‘Adjunct Underclass’ Author Responds To Review

I’d like to thank Dr. Jenna Robinson for her review of The Adjunct Underclass. The ways that adjunct faculty are treated in America is truly a horrifying indictment of our educational values.

She rightly claims that the overproduction of PhDs for a tightly limited faculty job market is a core component of the problem. But the fundamental argument of the book is that this is an ecological problem that does not rest on any single variable. So, for instance, she believes that it is a mistake to lump graduate students, postdocs, limited-term instructors, and course-by course adjuncts together. And she’s right to point out that they’re paid differently. She also falls prey to the easy conflation of permanent faculty with “full-time” faculty. These are not the same thing, though it’s clearly been in colleges’ interest to claim so.
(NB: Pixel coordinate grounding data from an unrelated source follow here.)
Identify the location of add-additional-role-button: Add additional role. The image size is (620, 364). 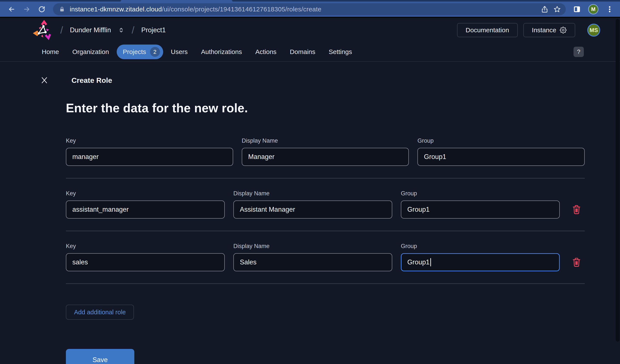
(100, 312).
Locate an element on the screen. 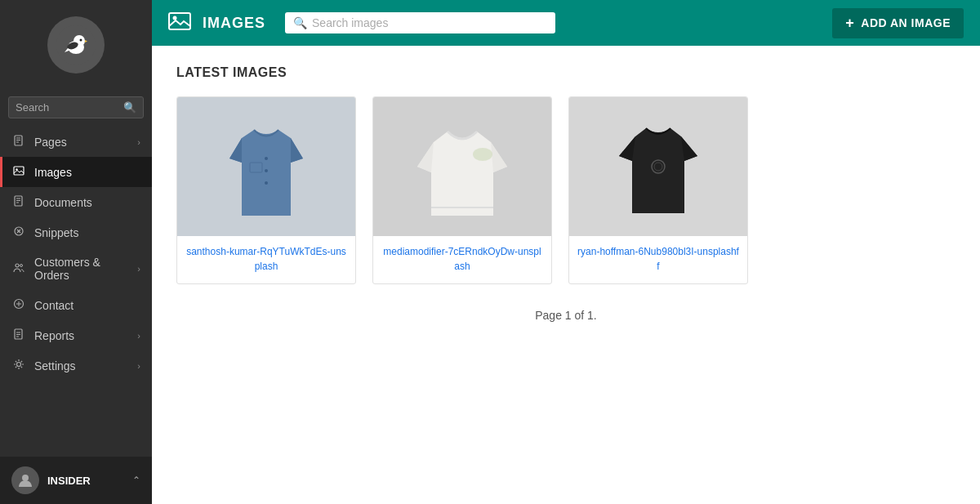 The height and width of the screenshot is (504, 980). sidebar-item-customers: Customers & Orders › is located at coordinates (76, 269).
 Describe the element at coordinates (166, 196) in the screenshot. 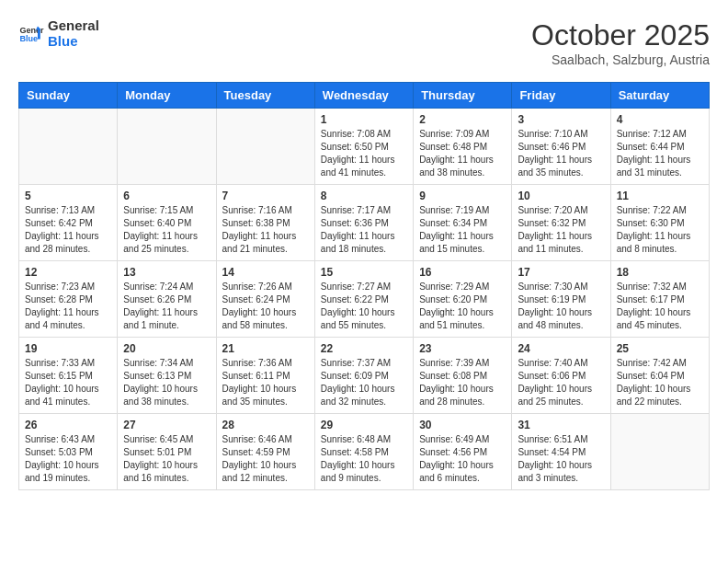

I see `day-number: 6` at that location.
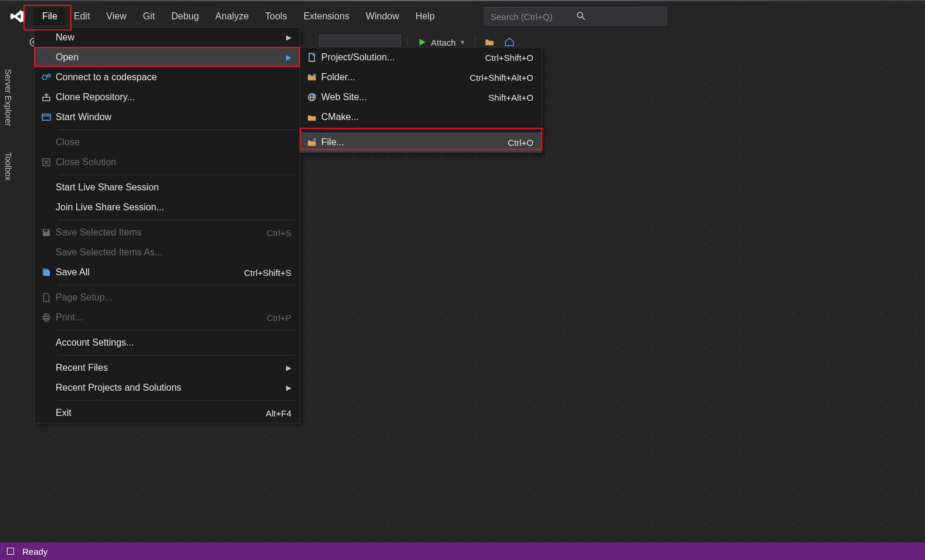  What do you see at coordinates (167, 413) in the screenshot?
I see `file-menu-item-exit: ExitAlt+F4` at bounding box center [167, 413].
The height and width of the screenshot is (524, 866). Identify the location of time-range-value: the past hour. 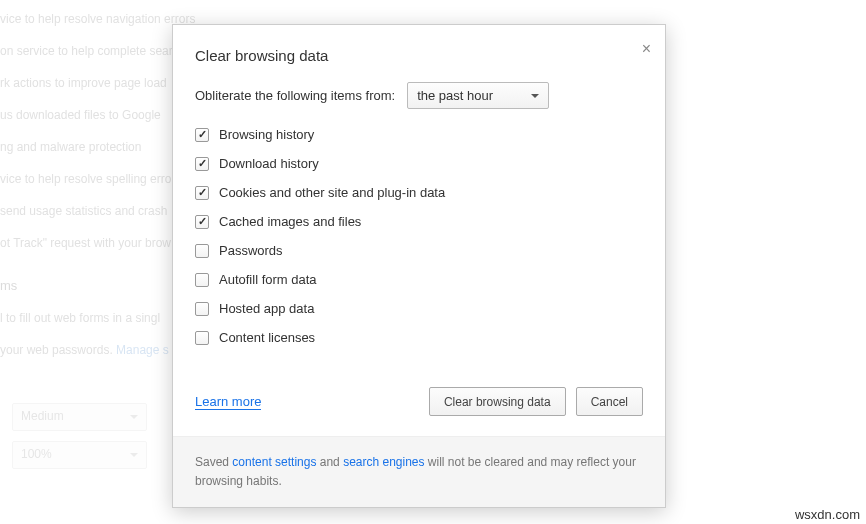
(455, 96).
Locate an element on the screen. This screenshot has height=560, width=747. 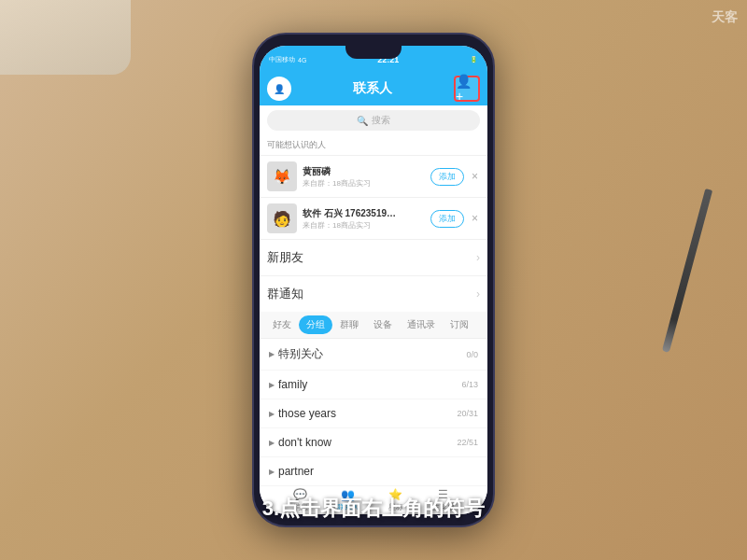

Those contingent communities (collectively the vast majority of the college teachers in America) share traits that negatively impact student life and faculty prospects. First, they have little or no academic freedom; their economic safety is largely reliant on their compliance to the wishes of their superiors. Second, they are easily replaced when institutional winds shift: new majors, new leadership, new funding sources. And third, they have far less connection to the ongoing life of the institution—the programs for academic engagement, health care, and social support that provide the context for student success.

Dr. Robinson also makes the argument that schools that merely prepare students for jobs are fulfilling their mission. We just disagree on this. My parents had one high school diploma between the two of them, and I shared with them the relatively meager aspiration that college could help a mechanically untalented boy have a good job. It wasn’t until I went to the University of California that I learned what college could be… that I learned what I could be. Dr. Robinson seems to feel that my analyses of “social class” are a mythological force akin to sorcery, but one of the things that social class does is frame our aspirations. College has the opportunity to expand those aspirations, as it did for me. I’m not ready to deny that possibility to others.

She also brushes off the vast decline in per-student state funding in a half-sentence: “It’s not clear where Childress would have the money come from, except perhaps from increased government subsidies.” (emphasis mine). In my home state of Michigan, the state contribution to college operating budgets have declined to 15% from 60%; where I live now, in Vermont, the numbers are almost exactly the same. When I went to community college in California in the 1980s, I paid five dollars a credit. Our tax starvation of public higher ed is a choice we’ve made; it’s a choice we could make differently.

I understand the desire to blame prospective faculty for entering a clearly risky job market, and I’ve tried to make it clear (both in this book and in my prior, The PhDictionary) just how risky that landscape is. But the arguments that Dr. Robinson have missed in my work are the ways that we have taken active measures to increase that risk, to make faculty life ever more unattainable by changing the structural facts of higher education. The search for a single causal variable does not do justice to the complexity of a problem that we’ve spent forty years creating.

Herb Childress is a partner at Teleidoscope Group, LLC, an ethnography-based consulting firm.